The Woman in the Dunes (Japanese: Suna no Onna) is a novel by the Japanese writer, musician, and photographer Kōbō Abe. It tells the surreal tale of a schoolteacher who is entrapped at the bottom of a deep hole, where he must endlessly shovel sand to . The Woman in the Dunes, novel by Abe Kōbō, published in Japanese as Suna no onna in This avant-garde allegory is esteemed as one of the finest Japanese novels of the post-World War II period; it was the first of Abe’s novels to be translated into English. The protagonist of The Woman in the Dunes is Niki Jumpei, an amateur entomologist who, on a weekend trip from the city, discovers a bizarre village . In Kobo Abe's fantasy world of The Woman in the Dunes, an amateur entomologist on vacation finds himself in a remote coastal village built amid deeply undulating dunes. There, he is tricked by a lonely widow and her neighboring villagers, trapped in deep pits shored by sand drift walls, to be charged with the task of shoveling back the ever-sliding banks, persistent and never-ending in its threat to entomb /5.


― Kōbō Abe, quote from The Woman in the Dunes "Everyone has his own philosophy that doesn't hold good for anybody else." ― Kōbō Abe, quote from The Woman in the Dunes "He wanted to believe that his own lack of movement had stopped all movement in the world, the way a hibernating frog abolishes winter.". The Woman in the Dunes (Suna no Onna) is a novel written by Kōbō Abe. It's about a schoolteacher who gets trapped in sand and has to dig for his survival. The book won the Yomiuri Prize for Literature, was translated into English, and adapted into a film that won an award at Cannes Film Festival. The Woman in the Dunes (Japanese: Suna no Onna) is a novel by the Japanese writer, musician, and photographer Kōbō Abe. It tells the surreal tale of a schoolteacher who is entrapped at the bottom of a deep hole, where he must endlessly shovel sand to protect the local community from the encroaching dunes.

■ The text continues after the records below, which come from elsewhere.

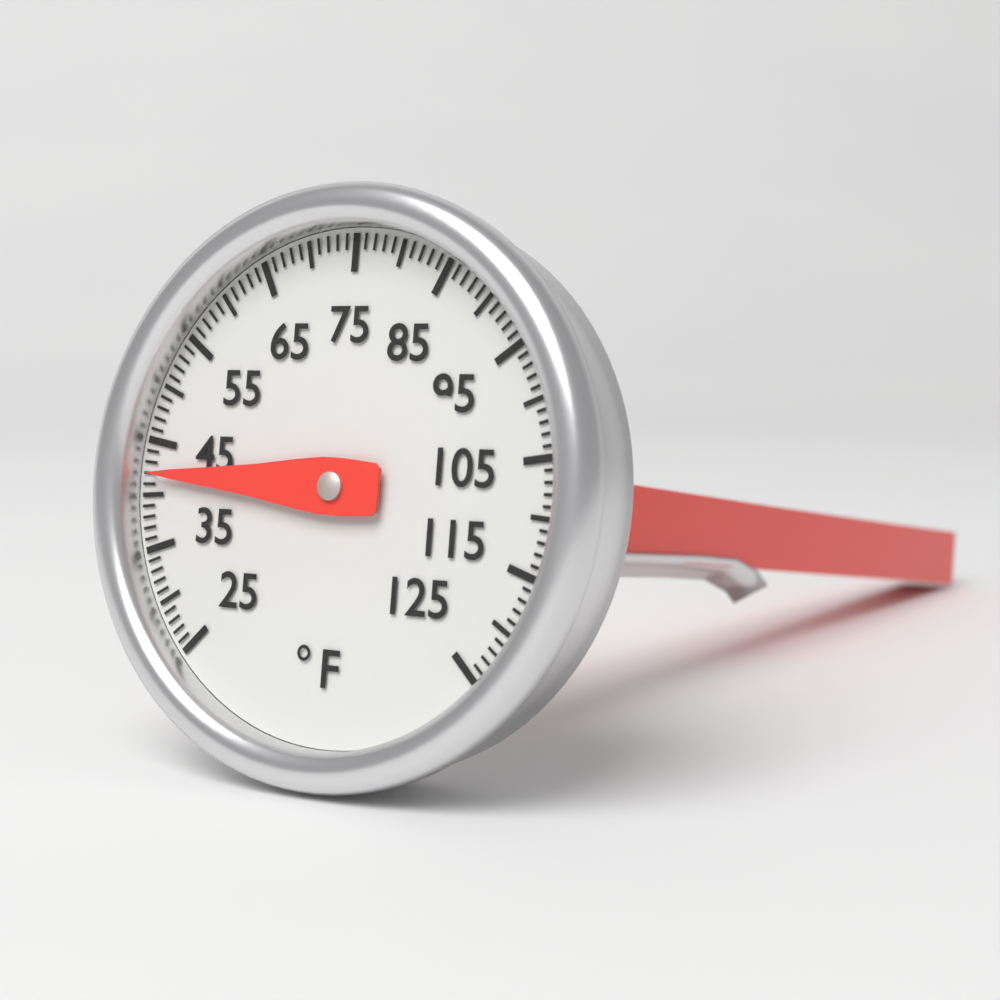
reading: 42 °F
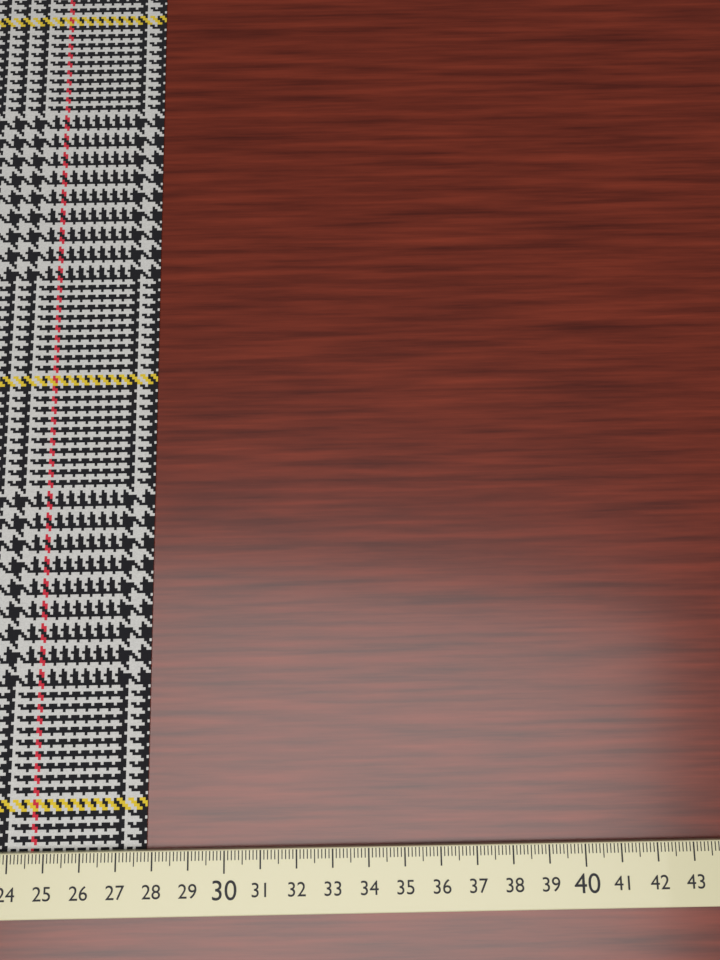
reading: 27.8 cm
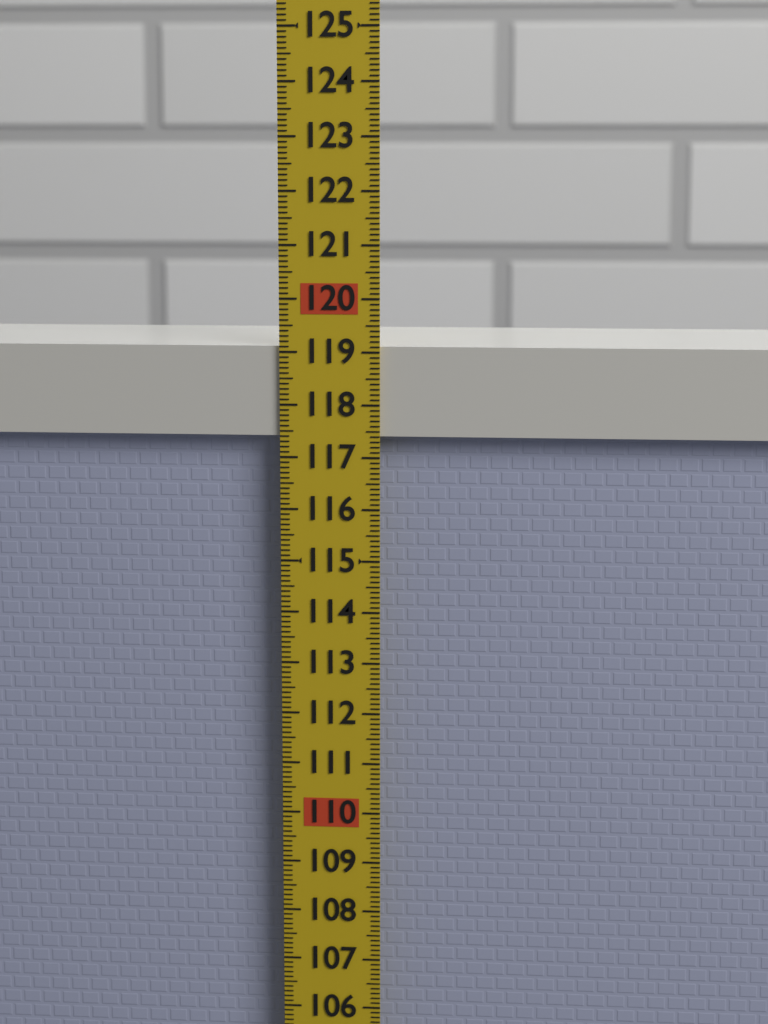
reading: 119.1 (no unit)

The Woman in the Dunes is Kobo Abe’s existentialist masterpiece. It is best to start reading The Woman in the Dunes without knowing too much of its plot or even without reading the synopsis. There is not much “action” in the novel, and, rather, the focus is on the unusual situation in which the main character finds himself in, on his reaction to it and on his relationship with another occupant of his new sandy dwelling – a very eccentric woman. Teshigahara’s collaborative relationship with Abe is explored in a documentary that accompanies the Criterion release of Woman in the Dunes, with the movie’s set designer and producer interviewed in this featurette, along with various film authorities. Another bonus feature on the Blu-Ray is a set of four short films done by Teshigahara—nothing remarkable in those, really, but certainly they will be of interest to anyone particularly interested in the director’s career in film-making. The Woman in the Dunes, novel by Abe Kōbō, published in Japanese as Suna no onna in This avant-garde allegory is esteemed as one of the finest Japanese novels of the post-World War II period; it was the first of Abe’s novels to be translated into English. The protagonist of The Woman in the Dunes is Niki Jumpei, an amateur entomologist who, on a weekend trip from the city, discovers a bizarre village in the dunes where residents live in deep sand pits.